* **What is expected**
From the line that includes "Image resolution: width=1643" to the closing line of the data, please transcribe every line exactly and add nothing.

[Records from a dataset]
---------------

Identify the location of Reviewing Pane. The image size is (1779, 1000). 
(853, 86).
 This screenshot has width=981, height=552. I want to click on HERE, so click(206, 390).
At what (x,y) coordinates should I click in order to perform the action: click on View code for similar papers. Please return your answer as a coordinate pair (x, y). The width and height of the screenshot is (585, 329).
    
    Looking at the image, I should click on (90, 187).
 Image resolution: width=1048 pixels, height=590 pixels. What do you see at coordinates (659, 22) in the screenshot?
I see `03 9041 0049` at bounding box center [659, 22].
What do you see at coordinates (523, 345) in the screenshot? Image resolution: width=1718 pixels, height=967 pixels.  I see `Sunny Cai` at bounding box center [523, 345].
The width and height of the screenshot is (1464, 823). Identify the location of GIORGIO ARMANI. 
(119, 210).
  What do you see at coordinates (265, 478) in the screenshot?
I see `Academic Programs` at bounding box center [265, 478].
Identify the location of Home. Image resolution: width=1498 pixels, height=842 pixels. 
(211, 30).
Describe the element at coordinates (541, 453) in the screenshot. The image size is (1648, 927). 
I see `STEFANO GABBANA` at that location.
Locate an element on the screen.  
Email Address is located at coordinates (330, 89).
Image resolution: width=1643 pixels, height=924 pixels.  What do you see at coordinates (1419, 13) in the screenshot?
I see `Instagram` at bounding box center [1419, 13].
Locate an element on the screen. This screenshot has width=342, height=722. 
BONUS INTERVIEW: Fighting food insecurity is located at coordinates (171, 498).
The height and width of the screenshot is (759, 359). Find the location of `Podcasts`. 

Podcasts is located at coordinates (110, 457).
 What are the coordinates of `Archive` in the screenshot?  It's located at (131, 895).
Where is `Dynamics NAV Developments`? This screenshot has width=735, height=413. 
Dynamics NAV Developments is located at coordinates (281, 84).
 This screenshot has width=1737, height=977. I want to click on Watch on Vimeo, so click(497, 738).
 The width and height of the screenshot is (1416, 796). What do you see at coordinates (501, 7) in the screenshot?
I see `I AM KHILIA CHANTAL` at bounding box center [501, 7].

---------------

* **Written response**
Image resolution: width=1643 pixels, height=924 pixels.  What do you see at coordinates (1419, 13) in the screenshot?
I see `Instagram` at bounding box center [1419, 13].
Locate an element on the screen. This screenshot has width=342, height=722. 
BONUS INTERVIEW: Fighting food insecurity is located at coordinates (171, 498).
The height and width of the screenshot is (759, 359). Find the location of `Podcasts`. 

Podcasts is located at coordinates (110, 457).
 What are the coordinates of `Archive` in the screenshot?  It's located at (131, 895).
Where is `Dynamics NAV Developments`? This screenshot has width=735, height=413. 
Dynamics NAV Developments is located at coordinates (281, 84).
 This screenshot has width=1737, height=977. I want to click on Watch on Vimeo, so click(497, 738).
 The width and height of the screenshot is (1416, 796). What do you see at coordinates (501, 7) in the screenshot?
I see `I AM KHILIA CHANTAL` at bounding box center [501, 7].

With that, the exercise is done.